An Alabama plastics manufacturer pleaded guilty Jan. 10 to a willful violation of an OSHA standard that caused a worker’s death.
ABC Polymer Industries LLC pleaded guilty to the violation that led to the Aug. 16, 2017, death of a worker at the company’s plant in Helena, Alabama.
Company trained employees to bypass guards
The worker had been pulled into an extrusion machine’s cluster of unguarded moving rollers and killed.
ABC Polymer operated multiple plastic extrusion lines at the facility, with the machinery pulling plastic sheets through a series of rollers arranged into clusters before cutting them into threads or tapes.
The machine involved in the worker’s death was equipped with a barrier guard that could be pulled down over the exposed sides of the rollers.
OSHA requires this sort of machinery to be guarded while it’s energized. However, the company was aware that employees routinely raised the guard to cut tangled plastic off the rollers while the machine was in operation. Further, the company admitted it trained employees to do so. ABC Polymer admitted that it knew that these practices exposed employees to a risk of injury or death in violation of federal law.
‘Victim’s tragic death was entirely preventable’
“This victim’s tragic death was entirely preventable,” said Assistant Attorney General Todd Kim of the Justice Department’s Environment and Natural Resources Division. “Employers who willfully violate OSHA standards are gambling with their employees’ health and lives. We will continue to hold accountable those who fail to follow these critical safety rules.”
Willfully failing to follow an OSHA safety standard where the failure causes the death of an employee is a class B misdemeanor under federal law. Conviction carries a maximum sentence of a $500,000 fine or twice the financial gain to the defendant or twice the financial loss to another, whichever is greater, and restitution to the victim.
Sentencing is scheduled for Jan. 24.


**The task:**
Report each line of the material below where the word "Image" can be found.

**Listed entries:**
- Opening Delimiter -

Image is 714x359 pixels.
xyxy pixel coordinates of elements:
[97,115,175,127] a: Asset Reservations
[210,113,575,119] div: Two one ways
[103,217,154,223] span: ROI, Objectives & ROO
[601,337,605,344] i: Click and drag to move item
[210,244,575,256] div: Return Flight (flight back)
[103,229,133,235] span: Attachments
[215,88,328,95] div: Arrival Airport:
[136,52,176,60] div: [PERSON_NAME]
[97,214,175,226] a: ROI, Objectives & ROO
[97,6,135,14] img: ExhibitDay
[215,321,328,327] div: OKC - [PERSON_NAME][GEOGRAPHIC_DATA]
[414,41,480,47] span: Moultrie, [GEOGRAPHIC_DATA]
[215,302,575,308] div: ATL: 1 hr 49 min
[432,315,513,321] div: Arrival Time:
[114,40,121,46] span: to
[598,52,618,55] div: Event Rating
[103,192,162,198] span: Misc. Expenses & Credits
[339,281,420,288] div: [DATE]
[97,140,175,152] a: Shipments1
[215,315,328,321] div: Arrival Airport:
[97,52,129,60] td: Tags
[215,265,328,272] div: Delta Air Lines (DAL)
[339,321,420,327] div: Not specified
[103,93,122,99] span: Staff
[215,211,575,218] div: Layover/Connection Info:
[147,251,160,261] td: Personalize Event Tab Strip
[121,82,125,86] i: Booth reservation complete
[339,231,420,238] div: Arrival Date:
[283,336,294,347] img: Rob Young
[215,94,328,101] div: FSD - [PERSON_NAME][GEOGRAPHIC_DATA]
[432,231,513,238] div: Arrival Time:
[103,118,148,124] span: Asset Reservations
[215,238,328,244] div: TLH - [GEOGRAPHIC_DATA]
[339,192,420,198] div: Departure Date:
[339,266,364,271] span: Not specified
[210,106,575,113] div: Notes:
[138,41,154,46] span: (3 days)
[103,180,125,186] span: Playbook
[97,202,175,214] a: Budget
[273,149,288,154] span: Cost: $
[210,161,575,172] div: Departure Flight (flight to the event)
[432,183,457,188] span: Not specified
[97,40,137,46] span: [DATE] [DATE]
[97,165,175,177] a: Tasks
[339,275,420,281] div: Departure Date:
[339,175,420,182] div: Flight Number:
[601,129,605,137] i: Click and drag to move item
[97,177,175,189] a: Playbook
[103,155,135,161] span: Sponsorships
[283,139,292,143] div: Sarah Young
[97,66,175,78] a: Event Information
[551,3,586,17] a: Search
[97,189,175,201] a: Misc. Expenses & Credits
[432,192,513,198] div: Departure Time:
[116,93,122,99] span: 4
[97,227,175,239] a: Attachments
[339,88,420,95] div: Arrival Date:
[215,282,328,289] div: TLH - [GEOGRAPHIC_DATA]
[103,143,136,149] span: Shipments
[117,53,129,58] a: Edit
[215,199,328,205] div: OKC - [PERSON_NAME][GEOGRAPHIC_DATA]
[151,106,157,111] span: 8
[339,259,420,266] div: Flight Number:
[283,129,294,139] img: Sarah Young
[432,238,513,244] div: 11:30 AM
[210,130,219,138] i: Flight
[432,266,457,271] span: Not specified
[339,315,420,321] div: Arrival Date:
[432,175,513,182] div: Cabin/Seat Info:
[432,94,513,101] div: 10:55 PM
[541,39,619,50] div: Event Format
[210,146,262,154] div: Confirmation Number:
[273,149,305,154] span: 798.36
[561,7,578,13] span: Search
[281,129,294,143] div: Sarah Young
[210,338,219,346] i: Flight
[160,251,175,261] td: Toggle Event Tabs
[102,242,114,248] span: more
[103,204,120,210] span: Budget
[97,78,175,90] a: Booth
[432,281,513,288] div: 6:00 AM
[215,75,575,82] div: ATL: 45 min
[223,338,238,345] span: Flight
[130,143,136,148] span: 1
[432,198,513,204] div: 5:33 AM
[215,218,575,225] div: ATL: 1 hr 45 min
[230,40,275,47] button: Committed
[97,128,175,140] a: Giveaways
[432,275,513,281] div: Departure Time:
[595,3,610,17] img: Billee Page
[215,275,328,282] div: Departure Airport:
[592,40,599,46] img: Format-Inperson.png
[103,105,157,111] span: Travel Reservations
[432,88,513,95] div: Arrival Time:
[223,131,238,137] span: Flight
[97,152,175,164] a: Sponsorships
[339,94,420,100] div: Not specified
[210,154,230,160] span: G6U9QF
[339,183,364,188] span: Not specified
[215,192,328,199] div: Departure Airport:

- Closing Delimiter -
- Opening Delimiter -

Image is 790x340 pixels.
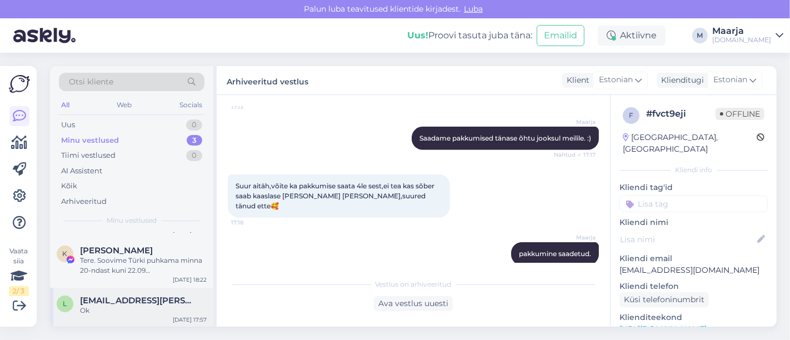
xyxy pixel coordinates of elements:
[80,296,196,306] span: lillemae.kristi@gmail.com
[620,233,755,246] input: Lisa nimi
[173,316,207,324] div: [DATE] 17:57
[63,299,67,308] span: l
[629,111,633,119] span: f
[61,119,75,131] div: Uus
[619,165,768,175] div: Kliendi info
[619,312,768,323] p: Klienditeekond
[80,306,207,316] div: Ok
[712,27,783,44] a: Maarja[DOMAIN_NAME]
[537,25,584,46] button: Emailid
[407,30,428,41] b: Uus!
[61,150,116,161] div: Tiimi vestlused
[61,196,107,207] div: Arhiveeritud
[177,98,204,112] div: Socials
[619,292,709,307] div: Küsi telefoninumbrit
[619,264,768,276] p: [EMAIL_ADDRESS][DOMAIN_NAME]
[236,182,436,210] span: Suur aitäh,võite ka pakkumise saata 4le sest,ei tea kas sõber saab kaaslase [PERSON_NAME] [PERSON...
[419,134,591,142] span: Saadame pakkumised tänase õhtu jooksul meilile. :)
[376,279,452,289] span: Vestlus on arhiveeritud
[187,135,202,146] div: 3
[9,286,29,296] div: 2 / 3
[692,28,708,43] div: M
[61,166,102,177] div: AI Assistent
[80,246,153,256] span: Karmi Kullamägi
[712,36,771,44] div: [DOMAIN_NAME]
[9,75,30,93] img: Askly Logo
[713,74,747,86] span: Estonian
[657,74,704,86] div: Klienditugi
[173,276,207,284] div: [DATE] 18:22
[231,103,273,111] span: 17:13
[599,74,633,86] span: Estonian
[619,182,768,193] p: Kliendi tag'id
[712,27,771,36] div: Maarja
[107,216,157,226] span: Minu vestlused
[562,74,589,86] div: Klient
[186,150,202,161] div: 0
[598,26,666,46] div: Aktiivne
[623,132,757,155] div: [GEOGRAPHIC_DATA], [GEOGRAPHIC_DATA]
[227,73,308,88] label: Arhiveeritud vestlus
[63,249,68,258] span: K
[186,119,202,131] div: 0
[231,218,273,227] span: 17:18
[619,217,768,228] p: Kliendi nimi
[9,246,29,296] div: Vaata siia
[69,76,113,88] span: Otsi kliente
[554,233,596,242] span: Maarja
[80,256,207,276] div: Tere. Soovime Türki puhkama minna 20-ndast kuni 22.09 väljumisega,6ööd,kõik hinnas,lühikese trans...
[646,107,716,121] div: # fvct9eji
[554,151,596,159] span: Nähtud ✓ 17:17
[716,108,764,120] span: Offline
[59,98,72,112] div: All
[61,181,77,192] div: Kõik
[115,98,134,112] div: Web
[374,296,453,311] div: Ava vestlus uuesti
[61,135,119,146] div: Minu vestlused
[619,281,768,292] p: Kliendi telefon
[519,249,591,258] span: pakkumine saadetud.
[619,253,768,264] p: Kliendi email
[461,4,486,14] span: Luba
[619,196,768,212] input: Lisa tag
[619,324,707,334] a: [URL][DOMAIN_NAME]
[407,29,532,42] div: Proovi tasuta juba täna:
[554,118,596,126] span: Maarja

- Closing Delimiter -
- Opening Delimiter -

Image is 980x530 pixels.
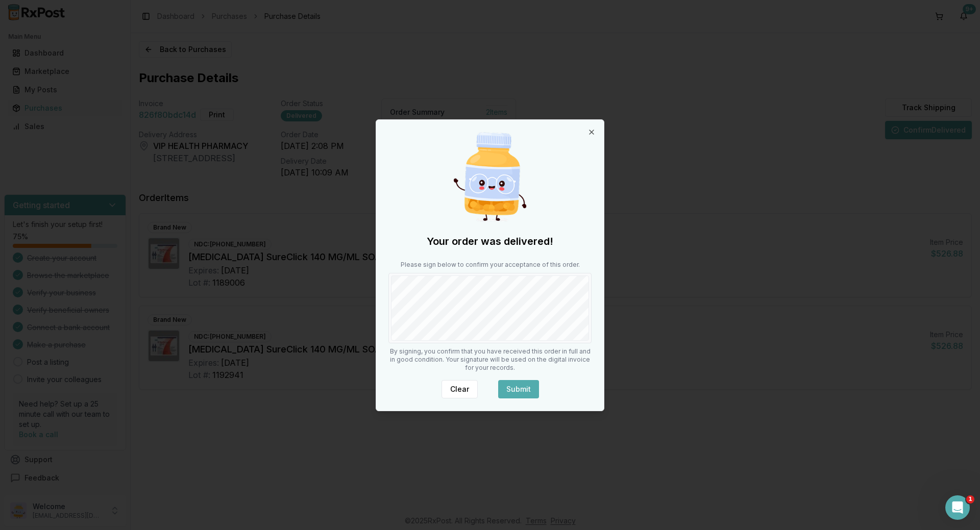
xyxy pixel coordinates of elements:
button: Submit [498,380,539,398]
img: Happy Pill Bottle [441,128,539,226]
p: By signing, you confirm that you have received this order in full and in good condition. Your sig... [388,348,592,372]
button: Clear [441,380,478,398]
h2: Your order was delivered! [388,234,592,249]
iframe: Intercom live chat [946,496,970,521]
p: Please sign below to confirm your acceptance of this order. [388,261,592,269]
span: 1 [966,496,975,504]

- Closing Delimiter -

**Written reply:**
Image is 714x359 pixels.
Image is 790x340 pixels.
Image is 980x530 pixels.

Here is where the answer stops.